Thursday, April 25, 2024

Latest Posts

Understanding Ross Taylor’s final slog sweep in India

- Advertisement -
With Kane Williamson’s availability for Bangladesh a doubt after the tennis elbow, Taylor could perhaps get a chance to bow out in front of his home crowd.
- Advertisement -
- Advertisement -

Jeremy Coney, former New Zealand captain, hesitated on air during his commentary stint on SENZ radio. Slowly, he began to voice out his bafflement at Ross Taylor’s eight-ball-eight-lives catty knock. “Ross Taylor will be embarrassed for sure … It looks bad. Everyone will say what he was thinking. And they are right. I don’t know what to say about that innings,” Coney would say.

He swung. He slogged. He heaved. He moved around. He dashed out. And he combusted with the signature slog sweep. If ever a GIF is made of his career, the most popular choice would be that slog sweep. Shoaib Akhtar. Lasith Malinga. Flip book of bowlers shredded. And it was that finally ended his misery on potentially his last Test in India. It also raises questions about his career. On the radio, Coney’s colleague Richard Petrie, former seamer, was more forthright in saying that selectors should have a word with him. EXIT lights are blinking. In Neon Red.

New Zealand play Bangladesh at home next in January and then have a two-Test series against South Africa at home in February. With Kane Williamson’s availability for Bangladesh a doubt after the tennis elbow, Taylor could perhaps get a chance to bow out in front of his home crowd.

But the Mumbai knock seems to have jarred New Zealand experts and fans (going by the number of text messages to the radio that the host mentioned). They felt that being a senior batsman, and especially in the absence of Williamson, he could have shown better fight rather than playing like an inebriated pirate flailing at thin air, alone on a sinking ship, as if a personal ode to better days of valour.
New Zealand fans’ reaction is understandable of course – not long ago he had partnered Williamson in a tremendous stand that helped New Zealand defy India for long hours and win the world Test championship. Mumbai’s knock would have seemed bizarre and perhaps a touch self-destructive.

But in some sense, for us who have watched him in India, the failure wasn’t an anomaly. He averages barely 21 from 10 Tests in India. Defensive prods haven’t helped him either. Willing to look ugly hasn’t helped. Willing himself into a scrap as he tried in Kanpur hasn’t done much. His game just doesn’t have the wheels necessary to hum along in India. This was his last knock in India. Over 500 runs were needed on a track where a fellow Kiwi got 14 wickets. Over the years, he had tried everything in India and failed. Why not for one last hurray go for it pirate style, go down swinging. At least try.

Yes, he could have waited to adjust to the bounce and turn a tad longer. And all the associated cries of sense and rationality. But on a day like this, with the curtain slowly coming down on his career, a bit of self-indulgence can’t be surely held against him? More so since nothing much has worked for him in this country before. And once you get into plunder-runs-or-get-out mood, sensible aggression and calculated risks fly out of the brain. It can get scrambled.

Has he overachieved or underachieved in Tests?

An average of 44.87 is about par with his talent. His detractors and fans cherry pick. The former go after his averages in South Africa (7.83 ) and India (21.15), but his fans like to remember the good times — 41.73 in Australia and 40.62 in England. South Africa is a bit skewed, though. He played four Tests – 2 in 2007 and 2 in 2016 and was run out twice.

With his game, the inconsistency was a given but he has roused himself to produce the special hair-raising knocks. Just when he was about to be sacked as a Test captain, in a palace-coup of sorts which emotionally affected his mentor Martin Crowe so much that he burned his Test blazer in protest, Taylor smashed a brilliant hundred in Sri Lanka to win a Test. Even the coach Tim Hesson, instrumental in the sacking, called it a “genius of an innings”. Taylor was a popular figure and Hesson had hate-mail and had “faeces put on my front door” in the aftermath of the sacking.

But this isn’t intended to be a career appraisal but to try to understand the ‘Mumbai harakiri’.

With his iffy defensive game, grafting on turners has been unsurprisingly not easy. The bat comes down from gully almost, the front leg is always stretching across and he then has to adjust both – the feet and the hands – to get some wood in the way of the leather. Not a surprise that he can push inside or outside the line. His front foot poses the threat of lbw. His hands threaten to warm the palms of the close-in fielders. The average of 21.15 then isn’t a surprise. He also has the tendency to start badly in a series before slowly peaking. With New Zealand getting two-Tests series, he can’t afford slow starts.

So, on a final Test knock in a country where he has tried everything and failed, where he doesn’t have the game to hold up the fort on turners, especially at this stage in his career, one manic blood rush should not be held against him. One slog sweep for the road. Who can grudge him that?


◆ WORK REQUEST:
Would you pull out every line of the material that contains the string "left"?

[AVAILABLE DATA Boundary: Start]

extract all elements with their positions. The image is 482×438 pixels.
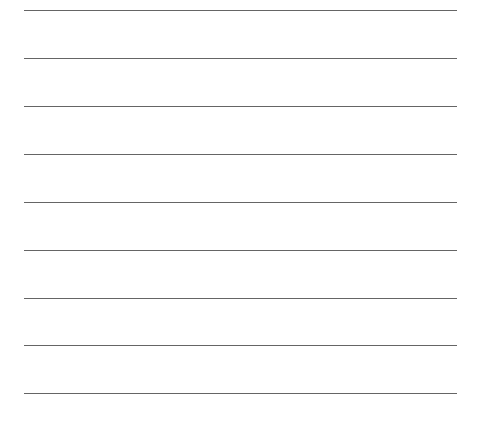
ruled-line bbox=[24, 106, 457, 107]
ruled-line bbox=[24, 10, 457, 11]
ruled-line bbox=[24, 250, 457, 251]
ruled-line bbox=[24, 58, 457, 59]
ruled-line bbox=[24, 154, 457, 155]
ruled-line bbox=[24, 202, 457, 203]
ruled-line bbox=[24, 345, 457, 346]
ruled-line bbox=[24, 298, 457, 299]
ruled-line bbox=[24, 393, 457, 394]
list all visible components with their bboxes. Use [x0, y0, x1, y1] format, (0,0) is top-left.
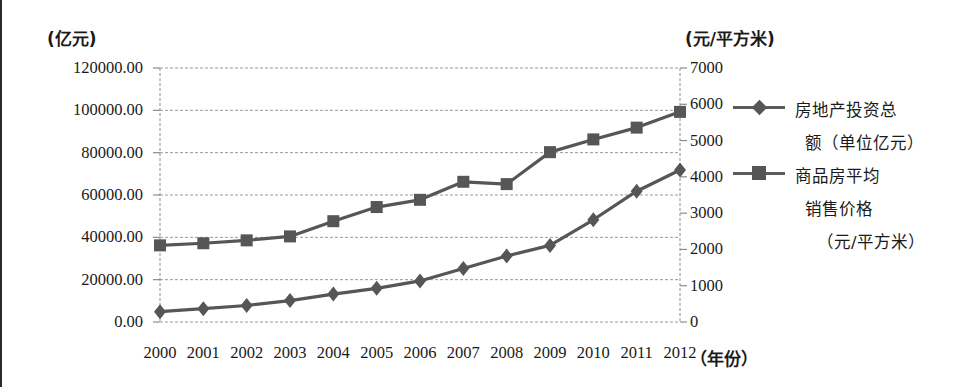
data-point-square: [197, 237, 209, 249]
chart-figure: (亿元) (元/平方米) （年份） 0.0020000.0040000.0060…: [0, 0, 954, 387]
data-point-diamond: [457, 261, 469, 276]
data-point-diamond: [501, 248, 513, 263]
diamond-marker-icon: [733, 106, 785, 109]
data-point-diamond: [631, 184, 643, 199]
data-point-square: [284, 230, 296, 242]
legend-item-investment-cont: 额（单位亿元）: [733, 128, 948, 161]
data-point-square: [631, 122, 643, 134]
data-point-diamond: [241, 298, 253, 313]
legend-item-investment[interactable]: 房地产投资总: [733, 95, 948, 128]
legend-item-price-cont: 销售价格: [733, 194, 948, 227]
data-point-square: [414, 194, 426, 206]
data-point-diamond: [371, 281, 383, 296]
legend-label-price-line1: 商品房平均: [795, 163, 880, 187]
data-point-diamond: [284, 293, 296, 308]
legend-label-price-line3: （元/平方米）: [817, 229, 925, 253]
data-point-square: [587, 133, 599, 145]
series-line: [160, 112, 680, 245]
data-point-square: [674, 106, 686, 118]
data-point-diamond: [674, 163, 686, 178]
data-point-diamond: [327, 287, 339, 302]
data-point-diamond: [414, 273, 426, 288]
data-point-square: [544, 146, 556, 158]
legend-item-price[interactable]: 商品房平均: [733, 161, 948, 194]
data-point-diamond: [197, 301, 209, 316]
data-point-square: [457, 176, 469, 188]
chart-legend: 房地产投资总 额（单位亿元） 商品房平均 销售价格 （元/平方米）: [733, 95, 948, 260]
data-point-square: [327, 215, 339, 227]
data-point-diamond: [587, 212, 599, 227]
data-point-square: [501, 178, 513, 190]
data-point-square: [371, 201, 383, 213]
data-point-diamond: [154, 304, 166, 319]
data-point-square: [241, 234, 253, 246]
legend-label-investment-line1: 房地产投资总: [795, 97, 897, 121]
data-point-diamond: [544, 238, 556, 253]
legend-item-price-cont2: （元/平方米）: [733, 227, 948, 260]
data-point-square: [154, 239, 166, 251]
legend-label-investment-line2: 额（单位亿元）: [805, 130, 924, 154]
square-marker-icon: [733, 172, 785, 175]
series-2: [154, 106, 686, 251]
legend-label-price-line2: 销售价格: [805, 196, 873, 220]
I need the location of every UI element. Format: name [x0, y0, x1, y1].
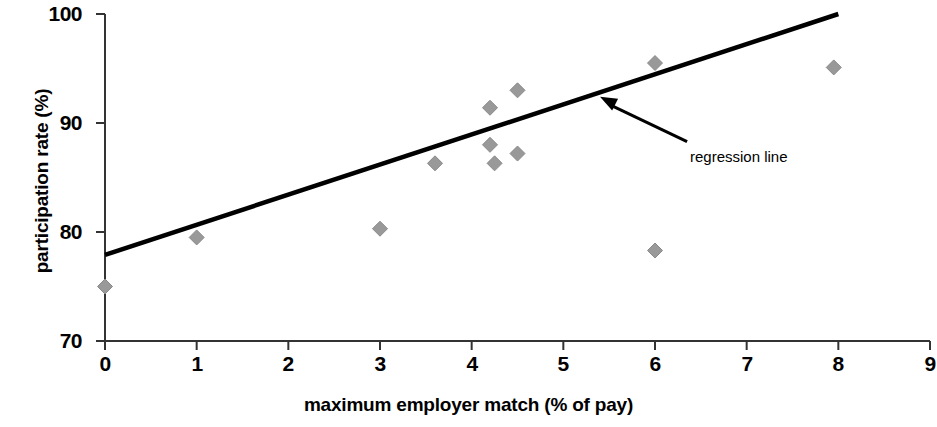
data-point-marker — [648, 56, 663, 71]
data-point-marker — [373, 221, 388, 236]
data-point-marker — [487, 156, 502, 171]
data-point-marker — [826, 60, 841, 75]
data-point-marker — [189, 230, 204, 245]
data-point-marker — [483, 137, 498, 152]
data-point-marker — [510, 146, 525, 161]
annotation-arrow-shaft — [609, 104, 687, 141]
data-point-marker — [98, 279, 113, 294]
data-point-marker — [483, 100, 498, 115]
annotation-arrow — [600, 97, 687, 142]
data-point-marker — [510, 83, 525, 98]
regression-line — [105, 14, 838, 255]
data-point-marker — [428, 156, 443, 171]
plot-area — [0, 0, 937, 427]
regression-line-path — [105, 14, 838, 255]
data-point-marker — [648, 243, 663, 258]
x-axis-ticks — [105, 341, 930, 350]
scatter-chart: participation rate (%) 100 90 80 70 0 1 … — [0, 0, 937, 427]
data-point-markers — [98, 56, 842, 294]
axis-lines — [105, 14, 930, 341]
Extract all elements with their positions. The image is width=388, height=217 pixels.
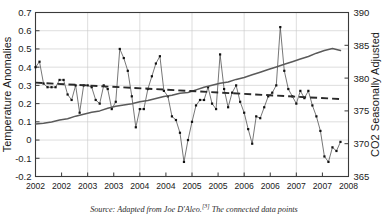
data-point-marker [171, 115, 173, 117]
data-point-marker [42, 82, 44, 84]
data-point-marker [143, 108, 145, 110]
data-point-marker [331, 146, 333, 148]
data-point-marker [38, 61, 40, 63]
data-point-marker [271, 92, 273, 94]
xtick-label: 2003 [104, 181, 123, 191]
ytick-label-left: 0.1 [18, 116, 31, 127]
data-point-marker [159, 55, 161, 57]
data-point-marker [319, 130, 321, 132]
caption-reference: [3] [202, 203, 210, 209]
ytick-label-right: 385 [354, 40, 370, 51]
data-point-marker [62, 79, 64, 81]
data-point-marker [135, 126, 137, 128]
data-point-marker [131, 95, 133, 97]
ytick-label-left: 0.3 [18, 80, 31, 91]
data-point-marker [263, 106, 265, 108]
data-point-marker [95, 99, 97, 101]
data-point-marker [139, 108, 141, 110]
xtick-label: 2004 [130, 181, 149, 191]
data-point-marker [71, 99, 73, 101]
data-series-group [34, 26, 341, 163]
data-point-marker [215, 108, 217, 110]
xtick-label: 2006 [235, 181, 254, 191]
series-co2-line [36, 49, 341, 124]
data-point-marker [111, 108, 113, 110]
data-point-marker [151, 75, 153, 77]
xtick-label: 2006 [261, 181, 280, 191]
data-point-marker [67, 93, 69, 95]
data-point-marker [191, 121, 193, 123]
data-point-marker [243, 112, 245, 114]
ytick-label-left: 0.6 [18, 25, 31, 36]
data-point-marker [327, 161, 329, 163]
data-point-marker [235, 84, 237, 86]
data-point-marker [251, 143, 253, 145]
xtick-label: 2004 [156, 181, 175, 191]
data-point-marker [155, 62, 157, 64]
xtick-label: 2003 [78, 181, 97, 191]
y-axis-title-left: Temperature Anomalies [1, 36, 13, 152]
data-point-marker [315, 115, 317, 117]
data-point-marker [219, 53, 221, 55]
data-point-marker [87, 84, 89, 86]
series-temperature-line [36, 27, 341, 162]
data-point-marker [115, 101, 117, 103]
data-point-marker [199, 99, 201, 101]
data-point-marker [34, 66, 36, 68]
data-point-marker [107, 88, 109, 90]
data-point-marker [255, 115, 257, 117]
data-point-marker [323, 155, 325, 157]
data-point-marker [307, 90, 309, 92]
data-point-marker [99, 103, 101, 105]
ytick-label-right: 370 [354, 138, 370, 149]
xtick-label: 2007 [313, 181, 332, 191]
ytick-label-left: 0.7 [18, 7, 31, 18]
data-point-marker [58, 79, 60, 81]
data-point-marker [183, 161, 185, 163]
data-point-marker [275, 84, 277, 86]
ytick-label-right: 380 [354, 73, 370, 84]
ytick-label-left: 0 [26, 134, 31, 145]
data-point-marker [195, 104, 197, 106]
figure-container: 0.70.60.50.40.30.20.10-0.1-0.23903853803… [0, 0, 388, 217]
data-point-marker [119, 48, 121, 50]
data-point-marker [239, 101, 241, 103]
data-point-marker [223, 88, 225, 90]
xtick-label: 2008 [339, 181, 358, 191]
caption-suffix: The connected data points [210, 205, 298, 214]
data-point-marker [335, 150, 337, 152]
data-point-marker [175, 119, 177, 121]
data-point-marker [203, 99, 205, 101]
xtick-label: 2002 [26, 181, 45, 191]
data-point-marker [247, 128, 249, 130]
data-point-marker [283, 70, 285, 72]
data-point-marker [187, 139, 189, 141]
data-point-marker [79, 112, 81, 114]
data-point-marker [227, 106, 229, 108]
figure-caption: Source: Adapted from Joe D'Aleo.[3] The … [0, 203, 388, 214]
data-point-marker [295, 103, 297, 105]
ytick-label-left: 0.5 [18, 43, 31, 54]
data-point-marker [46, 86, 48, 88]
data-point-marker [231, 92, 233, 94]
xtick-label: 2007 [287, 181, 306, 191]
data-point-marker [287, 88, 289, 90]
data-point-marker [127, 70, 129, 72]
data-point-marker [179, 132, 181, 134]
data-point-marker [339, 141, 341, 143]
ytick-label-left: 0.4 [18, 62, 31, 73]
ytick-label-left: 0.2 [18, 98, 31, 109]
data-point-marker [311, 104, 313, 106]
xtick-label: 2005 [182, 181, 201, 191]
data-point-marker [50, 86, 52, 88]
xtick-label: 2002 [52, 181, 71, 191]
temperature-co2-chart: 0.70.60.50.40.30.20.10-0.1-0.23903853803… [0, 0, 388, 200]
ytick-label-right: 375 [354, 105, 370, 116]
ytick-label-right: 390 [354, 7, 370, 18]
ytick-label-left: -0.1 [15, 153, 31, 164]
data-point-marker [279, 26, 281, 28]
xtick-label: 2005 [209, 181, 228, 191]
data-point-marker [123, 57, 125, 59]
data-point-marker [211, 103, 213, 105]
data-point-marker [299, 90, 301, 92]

[AVAILABLE DATA Boundary: End]

◆ RESPONSE FOR THIS EXERCISE:
list all visible components with their bboxes. Use [x0, y0, x1, y1] format, (0,0) is top-left.
ytick-label-left: 0.1 [18, 116, 31, 127]
ytick-label-left: 0.3 [18, 80, 31, 91]
ytick-label-left: 0.6 [18, 25, 31, 36]
y-axis-title-left: Temperature Anomalies [1, 36, 13, 152]
ytick-label-left: 0.7 [18, 7, 31, 18]
ytick-label-left: 0 [26, 134, 31, 145]
ytick-label-left: 0.5 [18, 43, 31, 54]
ytick-label-left: 0.4 [18, 62, 31, 73]
ytick-label-left: 0.2 [18, 98, 31, 109]
ytick-label-left: -0.1 [15, 153, 31, 164]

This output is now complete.